Since Bob cannot produce a Verified version of his offensive edit (he lacks Alice's private key to sign the new pixels), the offensive image is proven to be a modified fork with broken integrity. Lookey proves Alice made the original, not the edit.
Bob downloads Alice's art from Discord (where metadata is stripped, but Lookey Mark remains) and posts it on Reddit claiming it is his. The Deep Embed (Lookey Mark) survives the platform transition.
- Lookey Verification: Source Confirmed - Alice.
Anyone verifying Bob's post will see Alice's name embedded in the image frequencies. Bob cannot remove this without re-signing the image with his own key, which will overwrite the original timestamp.
Alice posts an unsigned image. Bob downloads it, signs it with his Lookey Key, and claims he is the original creator.
- Defense: Temporal Precedence.
- Result: Alice Wins.
Bob's signature timestamp will necessarily be later than Alice's original public post. It is impossible to cryptographically sign a file before you possess it. Alice's upload date (on Twitter/Blog) serves as the "Prior Art" proof, proving Bob signed a file that already existed.
Lookey cannot stop people from right-clicking. It can provide indisputable mathematical proof of who owned the file first.

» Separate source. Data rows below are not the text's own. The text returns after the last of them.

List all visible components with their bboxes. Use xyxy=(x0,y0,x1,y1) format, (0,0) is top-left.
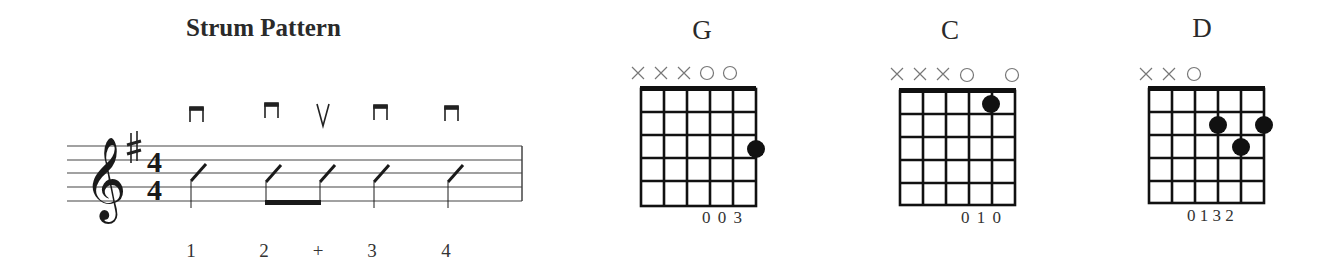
chord-name-g: G xyxy=(672,15,732,46)
beat-count: 3 xyxy=(362,240,382,262)
sharp-icon xyxy=(127,131,141,163)
down-stroke-icon xyxy=(445,106,458,121)
down-stroke-icon xyxy=(190,107,203,122)
treble-clef-icon: 𝄞 xyxy=(84,136,127,224)
time-signature: 4 4 xyxy=(147,145,162,206)
beat-count: 1 xyxy=(181,240,201,262)
string-markers xyxy=(632,67,737,80)
chord-diagram-g xyxy=(632,67,765,207)
string-markers xyxy=(1140,68,1201,81)
finger-dot xyxy=(1255,116,1273,134)
up-stroke-icon xyxy=(317,104,329,126)
fingering-d: 0 1 3 2 xyxy=(1187,206,1234,226)
fingering-g: 0 0 3 xyxy=(702,208,742,228)
eighth-beam xyxy=(265,200,321,205)
finger-dot xyxy=(982,95,1000,113)
chord-name-d: D xyxy=(1172,13,1232,44)
strum-direction-symbols xyxy=(190,103,458,126)
svg-text:𝄞: 𝄞 xyxy=(84,136,127,224)
chord-diagram-c xyxy=(891,68,1019,205)
beat-count: 2 xyxy=(254,240,274,262)
finger-dot xyxy=(1209,116,1227,134)
fingering-c: 0 1 0 xyxy=(961,208,1001,228)
notation-canvas: 𝄞 4 4 xyxy=(0,0,1341,264)
beat-count: 4 xyxy=(436,240,456,262)
down-stroke-icon xyxy=(374,105,387,120)
finger-dot xyxy=(747,140,765,158)
svg-text:4: 4 xyxy=(147,173,162,206)
beat-count: + xyxy=(308,240,328,262)
string-markers xyxy=(891,68,1019,82)
chord-diagram-d xyxy=(1140,68,1273,204)
down-stroke-icon xyxy=(265,103,278,118)
chord-name-c: C xyxy=(920,15,980,46)
finger-dot xyxy=(1232,138,1250,156)
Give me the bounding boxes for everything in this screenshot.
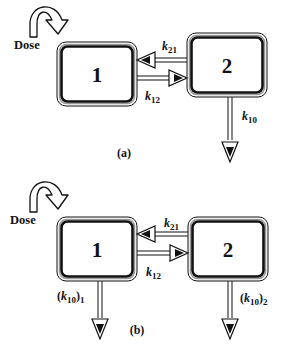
k21-label: k21 — [162, 39, 178, 55]
k21-label: k21 — [164, 216, 180, 232]
dose-label: Dose — [14, 38, 40, 52]
compartment-label: 2 — [222, 54, 233, 78]
two-compartment-diagram: Dose 1 2 k21 k12 k10 (a) — [0, 0, 285, 347]
dose-label: Dose — [10, 213, 36, 227]
compartment-1: 1 — [57, 42, 137, 106]
k21-arrow-icon — [137, 52, 187, 68]
k10-2-elimination-arrow-icon — [222, 281, 238, 339]
k21-arrow-icon — [137, 226, 188, 242]
k12-arrow-icon — [137, 245, 188, 261]
panel-caption: (b) — [130, 323, 145, 337]
dose-arrow-icon — [30, 7, 68, 37]
k12-label: k12 — [146, 265, 162, 281]
k10-label: k10 — [242, 109, 258, 125]
dose-arrow-icon — [30, 182, 68, 212]
panel-a: Dose 1 2 k21 k12 k10 (a) — [14, 7, 267, 162]
k10-1-label: (k10)1 — [57, 289, 85, 305]
compartment-label: 2 — [223, 238, 234, 262]
k10-elimination-arrow-icon — [222, 97, 238, 162]
k12-arrow-icon — [137, 70, 187, 86]
k10-1-elimination-arrow-icon — [92, 281, 108, 339]
panel-caption: (a) — [117, 146, 131, 160]
compartment-label: 1 — [92, 63, 103, 87]
k12-label: k12 — [145, 89, 161, 105]
compartment-1: 1 — [57, 217, 137, 281]
compartment-2: 2 — [188, 217, 268, 281]
compartment-2: 2 — [187, 33, 267, 97]
compartment-label: 1 — [92, 238, 103, 262]
panel-b: Dose 1 2 k21 k12 (k10)1 — [10, 182, 268, 339]
k10-2-label: (k10)2 — [240, 291, 268, 307]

Download the latest Lookey.exe from the Releases Page. No Python required. Just unzip and run.
Requirements: Python 3.10+
- Clone the repo:
git clone https://github.com/Hexphased/Lookey.git cd Lookey - Install dependencies:
pip install -r requirements.txt
- Run the GUI:
python lookey_gui.py
- Setup: Enter your Display Name to generate your keys. This name will be used to map your public key to your identity when passing invite codes and verifying your images.

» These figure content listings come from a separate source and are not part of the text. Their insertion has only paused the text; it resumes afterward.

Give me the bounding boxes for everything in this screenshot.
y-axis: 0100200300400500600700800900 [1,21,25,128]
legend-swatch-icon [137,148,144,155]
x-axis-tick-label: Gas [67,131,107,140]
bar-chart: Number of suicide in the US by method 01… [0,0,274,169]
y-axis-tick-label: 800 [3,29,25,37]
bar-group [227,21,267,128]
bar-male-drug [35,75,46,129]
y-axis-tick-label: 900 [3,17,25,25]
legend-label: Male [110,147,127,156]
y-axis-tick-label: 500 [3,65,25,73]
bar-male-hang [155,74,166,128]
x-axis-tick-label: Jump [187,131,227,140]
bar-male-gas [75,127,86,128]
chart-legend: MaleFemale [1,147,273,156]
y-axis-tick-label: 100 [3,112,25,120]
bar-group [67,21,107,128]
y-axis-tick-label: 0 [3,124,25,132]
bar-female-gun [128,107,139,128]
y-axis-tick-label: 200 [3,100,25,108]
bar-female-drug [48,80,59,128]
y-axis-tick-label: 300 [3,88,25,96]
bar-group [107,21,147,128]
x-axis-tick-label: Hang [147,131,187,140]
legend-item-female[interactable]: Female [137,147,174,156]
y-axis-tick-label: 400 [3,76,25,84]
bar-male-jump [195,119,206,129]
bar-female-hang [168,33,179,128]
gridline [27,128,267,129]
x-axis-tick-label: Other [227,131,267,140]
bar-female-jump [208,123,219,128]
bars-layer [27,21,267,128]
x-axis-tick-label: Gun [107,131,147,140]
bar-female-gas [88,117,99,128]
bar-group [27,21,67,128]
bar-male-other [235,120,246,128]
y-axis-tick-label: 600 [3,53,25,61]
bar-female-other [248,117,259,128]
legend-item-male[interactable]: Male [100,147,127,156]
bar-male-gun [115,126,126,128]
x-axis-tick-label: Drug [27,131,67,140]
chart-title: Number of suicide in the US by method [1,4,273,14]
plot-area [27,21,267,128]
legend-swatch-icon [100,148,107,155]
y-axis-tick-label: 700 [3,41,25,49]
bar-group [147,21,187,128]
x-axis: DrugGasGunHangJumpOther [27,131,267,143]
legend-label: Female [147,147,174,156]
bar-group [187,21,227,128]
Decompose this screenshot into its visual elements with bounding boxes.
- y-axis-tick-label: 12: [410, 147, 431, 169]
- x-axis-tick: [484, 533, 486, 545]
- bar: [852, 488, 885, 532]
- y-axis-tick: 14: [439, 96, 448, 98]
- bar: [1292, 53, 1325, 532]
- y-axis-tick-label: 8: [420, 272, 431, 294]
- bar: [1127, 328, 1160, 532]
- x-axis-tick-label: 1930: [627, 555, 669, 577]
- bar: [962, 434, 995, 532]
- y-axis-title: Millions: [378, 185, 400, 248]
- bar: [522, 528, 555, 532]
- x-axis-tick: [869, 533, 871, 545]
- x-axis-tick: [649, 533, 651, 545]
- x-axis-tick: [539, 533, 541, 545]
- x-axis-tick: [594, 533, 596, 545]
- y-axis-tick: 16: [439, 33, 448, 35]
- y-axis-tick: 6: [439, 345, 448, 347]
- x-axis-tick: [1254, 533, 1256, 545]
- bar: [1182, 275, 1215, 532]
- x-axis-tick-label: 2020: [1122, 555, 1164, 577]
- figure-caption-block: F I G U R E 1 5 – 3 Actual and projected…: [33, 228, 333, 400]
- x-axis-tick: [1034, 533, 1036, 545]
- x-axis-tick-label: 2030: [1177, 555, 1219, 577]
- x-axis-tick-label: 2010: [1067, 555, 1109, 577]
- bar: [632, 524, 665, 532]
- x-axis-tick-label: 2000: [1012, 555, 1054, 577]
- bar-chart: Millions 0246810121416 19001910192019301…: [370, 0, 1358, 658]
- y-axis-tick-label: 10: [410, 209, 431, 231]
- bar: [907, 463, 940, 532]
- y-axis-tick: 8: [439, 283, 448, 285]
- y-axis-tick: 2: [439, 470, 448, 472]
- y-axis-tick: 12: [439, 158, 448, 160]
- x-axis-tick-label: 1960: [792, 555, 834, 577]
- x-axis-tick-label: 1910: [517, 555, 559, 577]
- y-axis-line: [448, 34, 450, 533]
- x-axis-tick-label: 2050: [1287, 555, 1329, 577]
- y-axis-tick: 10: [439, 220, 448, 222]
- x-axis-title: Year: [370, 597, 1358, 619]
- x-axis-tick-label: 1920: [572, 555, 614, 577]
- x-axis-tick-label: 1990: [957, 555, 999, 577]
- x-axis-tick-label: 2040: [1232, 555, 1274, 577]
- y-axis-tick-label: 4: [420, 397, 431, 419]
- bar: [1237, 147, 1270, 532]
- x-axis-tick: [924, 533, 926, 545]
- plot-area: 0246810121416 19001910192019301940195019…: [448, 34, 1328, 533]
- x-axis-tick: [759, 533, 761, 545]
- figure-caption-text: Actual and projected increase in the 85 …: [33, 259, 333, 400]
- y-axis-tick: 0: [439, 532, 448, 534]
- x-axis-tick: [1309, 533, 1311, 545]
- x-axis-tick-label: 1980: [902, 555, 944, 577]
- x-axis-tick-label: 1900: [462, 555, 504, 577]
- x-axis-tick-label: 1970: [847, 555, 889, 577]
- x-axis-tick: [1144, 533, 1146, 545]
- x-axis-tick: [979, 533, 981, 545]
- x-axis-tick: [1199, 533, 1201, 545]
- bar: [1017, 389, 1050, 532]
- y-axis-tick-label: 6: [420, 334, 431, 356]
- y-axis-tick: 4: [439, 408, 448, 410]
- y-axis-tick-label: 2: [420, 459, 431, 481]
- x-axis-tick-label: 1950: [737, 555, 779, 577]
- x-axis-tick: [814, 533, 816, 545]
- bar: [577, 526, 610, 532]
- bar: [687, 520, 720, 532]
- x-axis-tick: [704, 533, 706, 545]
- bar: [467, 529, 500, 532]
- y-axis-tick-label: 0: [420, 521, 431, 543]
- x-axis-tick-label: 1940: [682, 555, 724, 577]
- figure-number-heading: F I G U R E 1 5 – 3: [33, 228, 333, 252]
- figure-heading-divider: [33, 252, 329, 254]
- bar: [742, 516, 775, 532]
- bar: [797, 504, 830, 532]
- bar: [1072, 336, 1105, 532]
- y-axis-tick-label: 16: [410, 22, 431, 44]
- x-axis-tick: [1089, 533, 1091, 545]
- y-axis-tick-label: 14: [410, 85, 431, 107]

- Deep Embed: Use this for images you plan to share online. It attempts to apply both Metadata and Invisible Watermarks.
- Verify: Send any image into Lookey to check its origin and whether it is signed.
- Share Identity: Click "Show Invite QR" to let others verify your work, or copy your Lookey invite link to allow others to add you to their contact list.
In the assets folder of this repository, you will find the Lookey icon (logo.png), and an additional BeautifulAurora.png image. These are signed by the creator (Hexicon), and can be freely downloaded to test the application's functionality.
To verify them as Trusted, add my identity to your contact list using this Invite Code:
eyJ2IjogMSwgIm5hbWUiOiAiSGV4aWNvbiIsICJrZXkiOiAiTFMwdExTMUNSVWRKVGlCUVZVSk1TVU1nUzBWWkxTMHRMUzBLVFVOdmQwSlJXVVJMTWxaM1FYbEZRUzlOUjNSMWFERXlaVmhqWjNKbldYaHRRbkoyTW5WQ1RrdzNTSEZsVVhOWU9ITXpTSHBhT1hGWk4xazlDaTB0TFMwdFJVNUVJRkJWUWt4SlF5QkxSVmt0TFMwdExRbz0ifQ==
Using the CLI version:
lookey_cli add-contact <INVITE CODE HERE>
Or the GUI version:
Open the app > click "Add Contact" > Paste the invite code and confirm
Lookey relies on a decentralized Web of Trust. The tool becomes exponentially more powerful as the community grows.
- Defensive Standard: As more creators use Lookey, signing images becomes more common. Thieves will find it harder to claim ownership of unsigned work because the community will ask: "Where is the Lookey Mark?"